A Dream with Wheels

Local author and Byron Writers Festival board member Jesse Blackadder shares the history of StoryBoard, after the unveiling of the magical bus which will bring a touring creative writing workshop to Northern Rivers kids.

In 2014, Dave Eggers – author, storyteller, publisher and radical ambassador for kids’ creativity (not to mention mind behind the best book title ever: A Heartbreaking Work of Staggering Genius) visited Sydney and spoke about his work on youth literacy in the inspiring organisation 826 Valencia.

It galvanised an idea that had already been stirring inside me. I dreamt of starting up a kids’ creative writing centre – like 826 Valencia, Sydney Story Factory and 100 Story Building in Melbourne – but here in Northern NSW. I was the first author to ever visit St Joseph’s primary school in Casino, so I knew first hand how hungry those kids were for stories and creativity. On indicators including social competence, communication skills and general knowledge, Northern Rivers kids scored lower than other parts of NSW. But our regional schools didn’t have a culture or tradition of author visits.

I was on the Board of Byron Writers Festival. At our annual visioning day I presented the idea and got the board’s blessing to pursue it. I started a small working group and one of the volunteers – Hayley Katzen – put forward what became the founding idea of StoryBoard. We didn’t need a creative writing shopfront, much as we loved the crazy shops fronting the creative writing centres: the Martian Embassy (Sydney Story Factory), The Pirate Supply Store (826 Valencia, San Francisco), the Greater Boston Bigfoot Research Institute (826 Boston) and Hoxton Street Monster Supplies (Ministry of Stories, London).

In a widely spread region, we needed a way to take authors and illustrators directly into our local schools to run the kinds of workshops that these organisations offer.

The idea of the StoryBoard bus was borne – a magical story bus embodying creativity and the ‘weirdness’ that Dave Eggers says is the key to making these places work for kids. We took the dream to Byron Writers Festival kids’ tent and asked them to dream with us – resulting in sketches of a five story bus that farted fairy floss.

The real work began in 2015 – raising funds to make the vision a reality. Countless grant applications led to some seed funding from Arts NSW – enough to run a small pilot. In 2016 Byron Writers Festival appointed Coralie Tapper as the project manager, and we planned 25 school visits with two brilliant kids authors from the region – Tristan Bancks and Samantha Turnbull. StoryBoard was a reality- but without wheels.

More funding applications. A couple of local politicians got behind our efforts: Ben Franklin MLC and Justine Elliot MP – thanks to their efforts, we raised enough money to buy a bus and fit it out. And then, just before Christmas the news came – we were awarded a $300,000 grant from Catalyst over three years. StoryBoard was a reality.

“Literacy is a bridge from misery to hope.”

We had wheels and we had to get up to speed fast for 2017. Coralie doubled her work hours, we called for design proposals to transform the iron grey Hastings Valley Community Transport bus into StoryBoard, and chose an incredible design presented by animator Justine Wallace. She set to work, and we began calling for authors, volunteer tutors and schools.

Last Friday it all came together with the launch of the StoryBoard bus in all her glory, by special guest Leigh Hobbs, author/illustrator and Australian Children’s Laureate. This year the bus will make more than 100 school visits – all of them free. Our authors and illustrators are paid at Australian Society of Authors rates.

Kofi Annan, former UN Secretary General, says: “Literacy is a bridge from misery to hope. For everyone, everywhere, literacy is, along with education in general, a basic human right… the road to human progress and the means through which every man, woman and child can realize his or her full potential.”

It is the realisation of a dream for me. Can’t wait to see how StoryBoard ignites the imagination of our local kids – and a few adults too.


[TASK REQUIREMENTS] Count the lines below that contain the word "ylabel" and give only the number.

---+---

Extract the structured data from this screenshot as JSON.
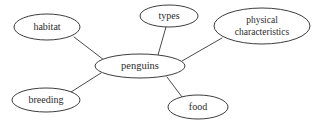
{
  "diagram": {
    "type": "mind-map",
    "title": "penguins",
    "background_color": "#ffffff",
    "node_fill_color": "#ffffff",
    "node_stroke_color": "#3d3d3d",
    "edge_color": "#4a4a4a",
    "text_color": "#2b2b2b",
    "center": {
      "id": "penguins",
      "label": "penguins",
      "cx": 140,
      "cy": 66,
      "rx": 45,
      "ry": 12
    },
    "nodes": [
      {
        "id": "habitat",
        "label": "habitat",
        "cx": 47,
        "cy": 27,
        "rx": 33,
        "ry": 13,
        "lines": [
          "habitat"
        ]
      },
      {
        "id": "types",
        "label": "types",
        "cx": 169,
        "cy": 16,
        "rx": 29,
        "ry": 11,
        "lines": [
          "types"
        ]
      },
      {
        "id": "physical-characteristics",
        "label": "physical characteristics",
        "cx": 262,
        "cy": 26,
        "rx": 48,
        "ry": 18,
        "lines": [
          "physical",
          "characteristics"
        ]
      },
      {
        "id": "breeding",
        "label": "breeding",
        "cx": 46,
        "cy": 100,
        "rx": 34,
        "ry": 12,
        "lines": [
          "breeding"
        ]
      },
      {
        "id": "food",
        "label": "food",
        "cx": 198,
        "cy": 107,
        "rx": 30,
        "ry": 12,
        "lines": [
          "food"
        ]
      }
    ],
    "edges": [
      {
        "id": "edge-habitat",
        "from": "habitat",
        "to": "penguins",
        "x1": 74,
        "y1": 37,
        "x2": 104,
        "y2": 60
      },
      {
        "id": "edge-types",
        "from": "types",
        "to": "penguins",
        "x1": 166,
        "y1": 27,
        "x2": 158,
        "y2": 55
      },
      {
        "id": "edge-physical",
        "from": "physical-characteristics",
        "to": "penguins",
        "x1": 222,
        "y1": 38,
        "x2": 182,
        "y2": 61
      },
      {
        "id": "edge-breeding",
        "from": "breeding",
        "to": "penguins",
        "x1": 71,
        "y1": 92,
        "x2": 101,
        "y2": 73
      },
      {
        "id": "edge-food",
        "from": "food",
        "to": "penguins",
        "x1": 182,
        "y1": 97,
        "x2": 167,
        "y2": 77
      }
    ]
  }
}
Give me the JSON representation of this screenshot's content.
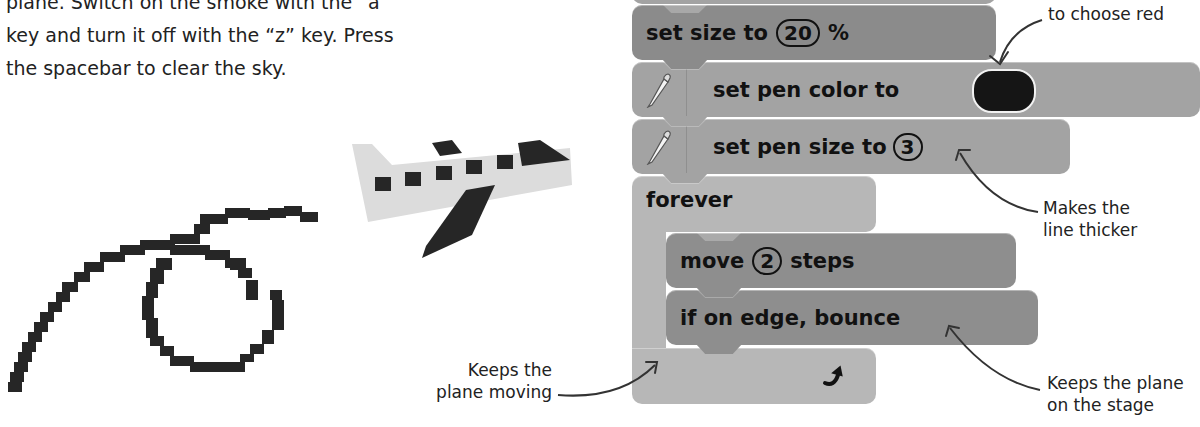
{
  "intro": {
    "lines": [
      "plane. Switch on the smoke with the “a”",
      "key and turn it off with the “z” key. Press",
      "the spacebar to clear the sky."
    ]
  },
  "script_blocks": {
    "set_size": {
      "label": "set size to",
      "value": "20",
      "suffix": "%"
    },
    "set_pen_color": {
      "label": "set pen color to",
      "icon": "pen-icon",
      "color": "#151515"
    },
    "set_pen_size": {
      "label": "set pen size to",
      "value": "3",
      "icon": "pen-icon"
    },
    "forever": {
      "label": "forever",
      "icon": "loop-arrow-icon"
    },
    "move": {
      "label_before": "move",
      "value": "2",
      "label_after": "steps"
    },
    "bounce": {
      "label": "if on edge, bounce"
    }
  },
  "annotations": {
    "choose_red": "to choose red",
    "thicker_1": "Makes the",
    "thicker_2": "line thicker",
    "moving_1": "Keeps the",
    "moving_2": "plane moving",
    "stage_1": "Keeps the plane",
    "stage_2": "on the stage"
  },
  "illustration": {
    "name": "pixel-plane-with-smoke-trail"
  },
  "colors": {
    "looks_block": "#8b8b8b",
    "pen_block": "#a3a3a3",
    "control_block": "#b7b7b7",
    "motion_block": "#8e8e8e",
    "pen_color_swatch": "#151515"
  }
}
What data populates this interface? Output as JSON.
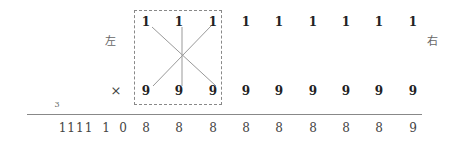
{
  "labels": {
    "left": "左",
    "right": "右",
    "times": "×",
    "carry": "3"
  },
  "top_row": [
    "1",
    "1",
    "1",
    "1",
    "1",
    "1",
    "1",
    "1",
    "1"
  ],
  "bottom_row": [
    "9",
    "9",
    "9",
    "9",
    "9",
    "9",
    "9",
    "9",
    "9"
  ],
  "result": {
    "prefix": [
      "1111",
      "1",
      "0"
    ],
    "digits": [
      "8",
      "8",
      "8",
      "8",
      "8",
      "8",
      "8",
      "8",
      "9"
    ]
  },
  "colors": {
    "line": "#888888",
    "text": "#222222"
  }
}
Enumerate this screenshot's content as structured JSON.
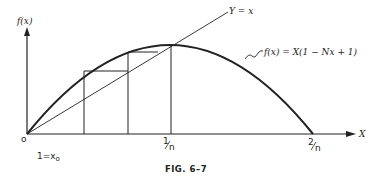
{
  "figure": {
    "caption": "FIG. 6–7",
    "colors": {
      "ink": "#222222",
      "background": "#ffffff"
    }
  },
  "axes": {
    "y_label": "f(x)",
    "x_label": "X",
    "origin_label": "o",
    "x_ticks": [
      {
        "label": "1/n",
        "num": "1",
        "den": "n"
      },
      {
        "label": "2/n",
        "num": "2",
        "den": "n"
      }
    ],
    "x0_label_main": "1=x",
    "x0_label_sub": "o"
  },
  "curves": {
    "identity_line_label": "Y = x",
    "parabola_label": "f(x) = X(1 − Nx + 1)"
  }
}
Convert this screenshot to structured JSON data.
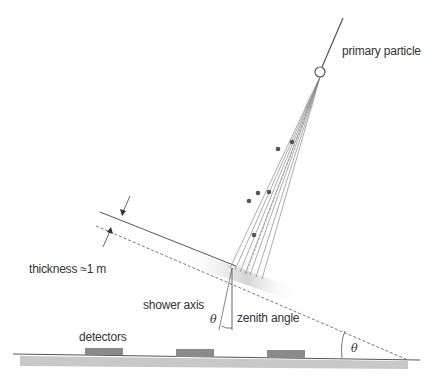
{
  "diagram": {
    "type": "air shower geometry",
    "labels": {
      "primary_particle": "primary particle",
      "thickness": "thickness ≈1 m",
      "shower_axis": "shower axis",
      "zenith_angle": "zenith angle",
      "theta_symbol": "θ",
      "theta_ground": "θ",
      "detectors": "detectors"
    },
    "detectors_count": 3,
    "colors": {
      "line": "#555555",
      "dots": "#555555",
      "detector": "#8a8a8a",
      "ground": "#c8c8c8",
      "shower_front_shade": "#d6d6d6"
    }
  }
}
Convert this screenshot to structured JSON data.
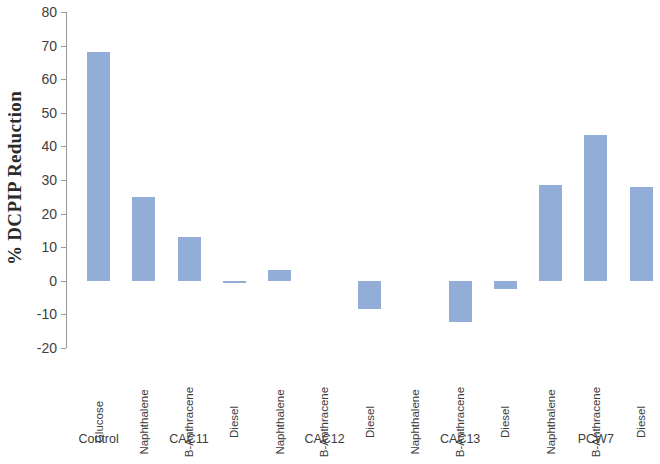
{
  "chart_data": {
    "type": "bar",
    "title": "",
    "xlabel": "",
    "ylabel": "% DCPIP Reduction",
    "ylim": [
      -20,
      80
    ],
    "ytick_step": 10,
    "ytick_labels": [
      "80",
      "70",
      "60",
      "50",
      "40",
      "30",
      "20",
      "10",
      "0",
      "-10",
      "-20"
    ],
    "ytick_values": [
      80,
      70,
      60,
      50,
      40,
      30,
      20,
      10,
      0,
      -10,
      -20
    ],
    "grid": false,
    "legend": null,
    "bar_color": "#93ADD9",
    "axis_color": "#9a9a9a",
    "categories": [
      "Glucose",
      "Naphthalene",
      "B-Anthracene",
      "Diesel",
      "Naphthalene",
      "B-Anthracene",
      "Diesel",
      "Naphthalene",
      "B-Anthracene",
      "Diesel",
      "Naphthalene",
      "B-Anthracene",
      "Diesel"
    ],
    "values": [
      68,
      25,
      13,
      -0.5,
      3.3,
      0,
      -8.5,
      0,
      -12.3,
      -2.3,
      28.5,
      43.5,
      28
    ],
    "groups": [
      {
        "label": "Control",
        "categories": [
          "Glucose"
        ]
      },
      {
        "label": "CAC11",
        "categories": [
          "Naphthalene",
          "B-Anthracene",
          "Diesel"
        ]
      },
      {
        "label": "CAC12",
        "categories": [
          "Naphthalene",
          "B-Anthracene",
          "Diesel"
        ]
      },
      {
        "label": "CAC13",
        "categories": [
          "Naphthalene",
          "B-Anthracene",
          "Diesel"
        ]
      },
      {
        "label": "PCW7",
        "categories": [
          "Naphthalene",
          "B-Anthracene",
          "Diesel"
        ]
      }
    ],
    "group_labels": [
      "Control",
      "CAC11",
      "CAC12",
      "CAC13",
      "PCW7"
    ]
  }
}
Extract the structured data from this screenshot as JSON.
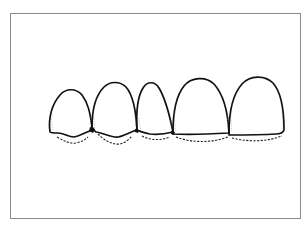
{
  "figure": {
    "teeth_count": 5,
    "colors": {
      "outline": "#111111",
      "frame": "#8a8a8a",
      "background": "#ffffff"
    }
  }
}
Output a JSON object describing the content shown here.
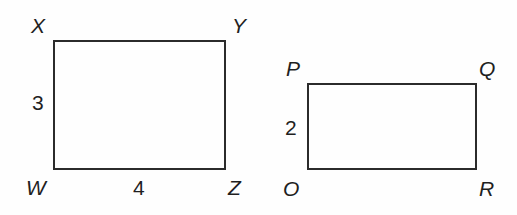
{
  "figure": {
    "background_color": "#fefefe",
    "stroke_color": "#2b2b2b",
    "text_color": "#1f1f1f"
  },
  "shapes": [
    {
      "id": "rectangle-wxyz",
      "name": "WXYZ",
      "vertices": [
        {
          "label": "X",
          "corner": "top-left"
        },
        {
          "label": "Y",
          "corner": "top-right"
        },
        {
          "label": "W",
          "corner": "bottom-left"
        },
        {
          "label": "Z",
          "corner": "bottom-right"
        }
      ],
      "side_labels": [
        {
          "label": "3",
          "side": "left",
          "meaning": "height"
        },
        {
          "label": "4",
          "side": "bottom",
          "meaning": "width"
        }
      ]
    },
    {
      "id": "rectangle-opqr",
      "name": "OPQR",
      "vertices": [
        {
          "label": "P",
          "corner": "top-left"
        },
        {
          "label": "Q",
          "corner": "top-right"
        },
        {
          "label": "O",
          "corner": "bottom-left"
        },
        {
          "label": "R",
          "corner": "bottom-right"
        }
      ],
      "side_labels": [
        {
          "label": "2",
          "side": "left",
          "meaning": "height"
        }
      ]
    }
  ]
}
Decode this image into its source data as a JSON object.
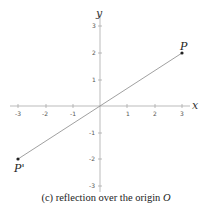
{
  "figure": {
    "axes": {
      "x_label": "x",
      "y_label": "y",
      "x_ticks": [
        "-3",
        "-2",
        "-1",
        "1",
        "2",
        "3"
      ],
      "y_ticks": [
        "3",
        "2",
        "1",
        "-1",
        "-2",
        "-3"
      ]
    },
    "points": {
      "P": {
        "label": "P",
        "x": 3,
        "y": 2
      },
      "P_prime": {
        "label": "P'",
        "x": -3,
        "y": -2
      }
    },
    "caption": {
      "text": "(c) reflection over the origin ",
      "variable": "O"
    }
  }
}
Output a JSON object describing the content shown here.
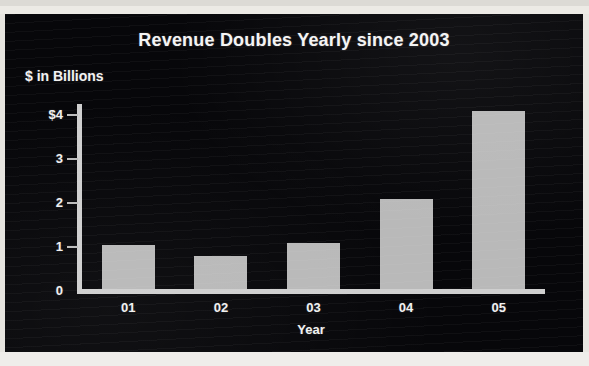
{
  "chart_data": {
    "type": "bar",
    "title": "Revenue Doubles Yearly since 2003",
    "xlabel": "Year",
    "ylabel": "$ in Billions",
    "categories": [
      "01",
      "02",
      "03",
      "04",
      "05"
    ],
    "values": [
      1.0,
      0.75,
      1.05,
      2.05,
      4.05
    ],
    "ytick_labels": [
      "$4",
      "3",
      "2",
      "1",
      "0"
    ],
    "ytick_values": [
      4,
      3,
      2,
      1,
      0
    ],
    "ylim": [
      0,
      4.3
    ],
    "grid": false,
    "legend": null,
    "bar_color": "#b9b9b9",
    "background_color": "#07070a",
    "text_color": "#f2f2f2",
    "axis_color": "#cfcfcf"
  }
}
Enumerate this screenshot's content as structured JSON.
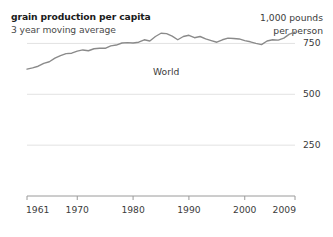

---+---

[SOLUTION TO THIS TASK] 2